THORN BUSHES HAVE ROSES—BRIEF SYNOPSIS

Candace has lived through two major eras of American history and is now immersed in a third, as she also begins her third stage of life and looks ahead into her senior years.  Her early years mirror the myopia of a culture emerging from a world war, wishing for nothing more than to go home each night and shut the door on horrors, ugliness, pain and poverty.
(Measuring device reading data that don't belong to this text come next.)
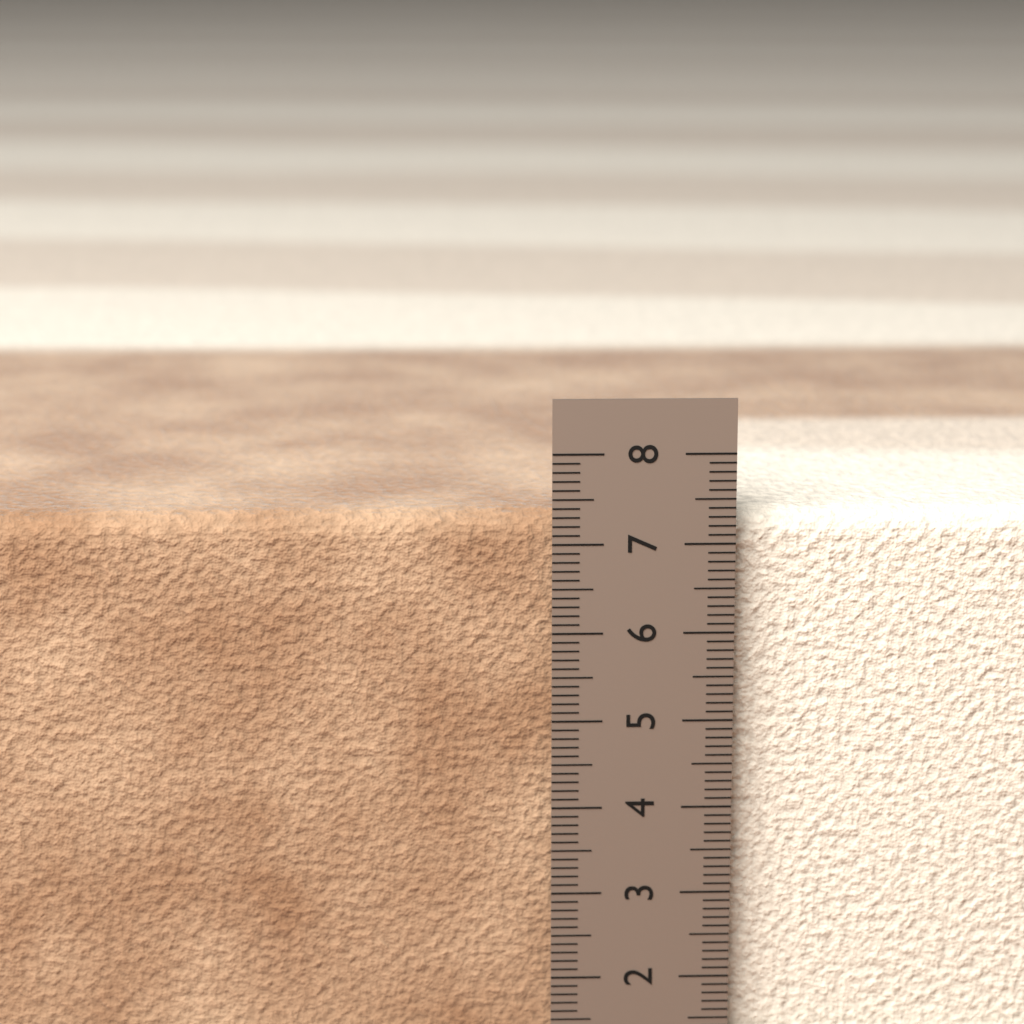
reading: 7.3 cm
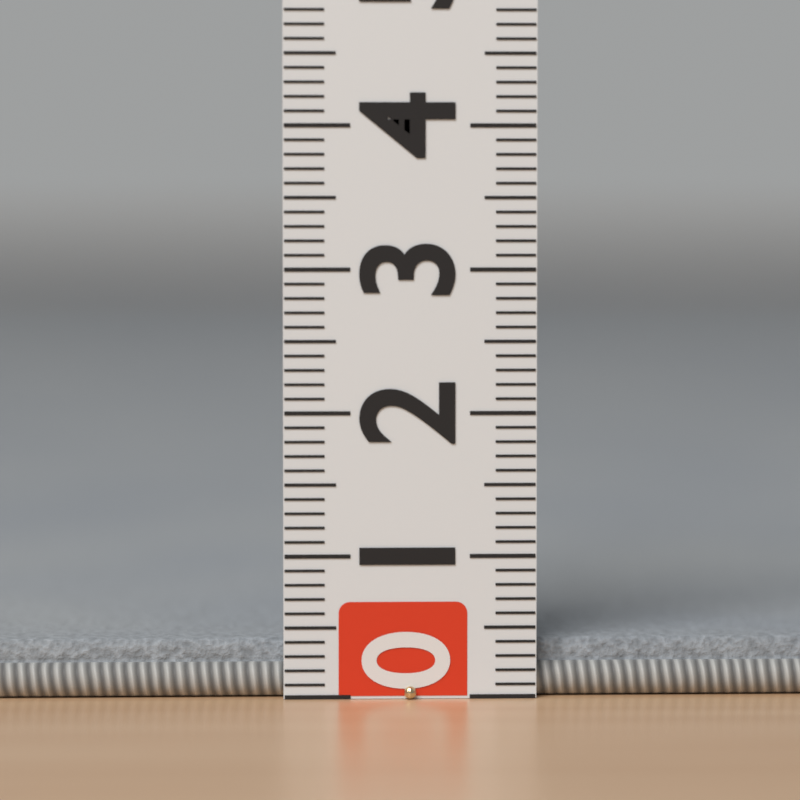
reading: 0.4 (no unit)
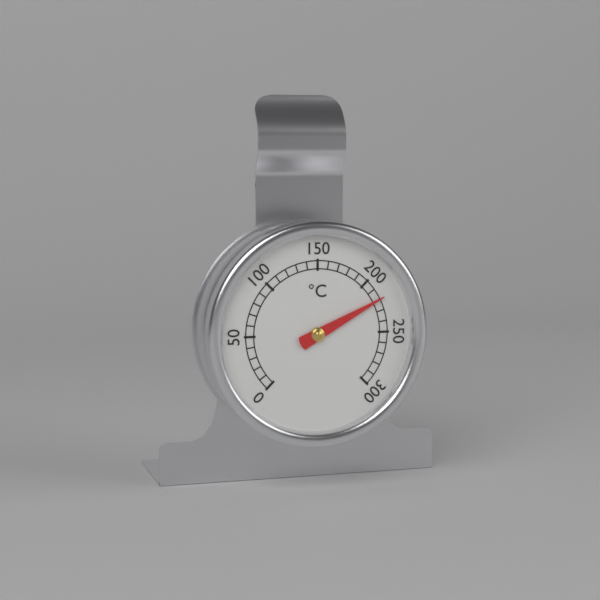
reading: 220 °C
She was one of those shut out.  She writes about this dark time in American history as she experienced it, with its rigid caste system, discrimination and blindness to the needs of women, minorities, the mentally ill, the disabled, the elderly, and people of color.  She writes of her experiences of rape, battering, disability, victimization, discrimination, of being shunned, as she lived as an outcast, labeled, treated and stigmatized as mentally retarded and socially retarded, disabled and a minority.

In the second era, America was forced to open its eyes.  This was the era of civil rights for women, races, persons with disabilities.  In this time, she grabbed every opportunity to transform her life, grateful for all new federal laws and Supreme Court rulings that allowed her to work to prove her worth.  She went from homelessness without even a G.E.D., to being a full professor and department chair, from powerlessness to activism and community leadership, accepting the responsibilities inherent in being a citizen, actively seeking to transform and prevent crises for other citizens.  She drew upon inner spiritual strength as well as the wisdom and teachings of so many who led the way, as she recreated her own life. 

Having been battered and raped, both as a child and an adult, now, as a retired full professor, she emerges as a teacher of incarcerated felons, some guilty of sexual offenses, helping them to transform their lives and to see their innate value and goodness that their past cannot erase, as she calls them to personal responsibility for the remainder of their days, whether incarcerated or not.

Candace now enters her senior years, once again struggling to not become an ignored outcast, as ageism is alive and well in American society.  As she struggles for herself, she advocates for others.  She actively works on multiple councils of state government and is running for state representative to the legislature this year.  Through all her endeavors, she shares, teaches, and models how to transcend victimization and find strength to endure and live a path to a better live.

She is grateful for the gifts and opportunities made available to her and others in the second era, while clearly challenging each of us to look forward and inward to expand our vision and actions for all Americans and the world.  What will become of the vulnerable peoples in this third period of our culture which has become increasingly individualistic?  Will we, as individuals and as a society, return to the spiritual and cultural myopia of her childhood, wherein people cared only for themselves and their friends and otherwise shut doors at night, shutting out hunger, pain, poverty and suffering or will we advance the legacy of the more humane and ethical era of the twentieth century and open our hearts and our doors to continue to advance as social and spiritual beings?

Candace believes there are only two races of human beings, humankind and human-unkind.  She asks who we are on a daily basis…and calls upon us to remember that we have an inborn ability to create, through the way we live,  both our own lives and in the world around us.  What will we create? What will be our legacy?  Will the thorn bushes from which our society emerged, bloom more roses for its citizens and the world, or only for those not outcast by age, race, gender, and disability once again?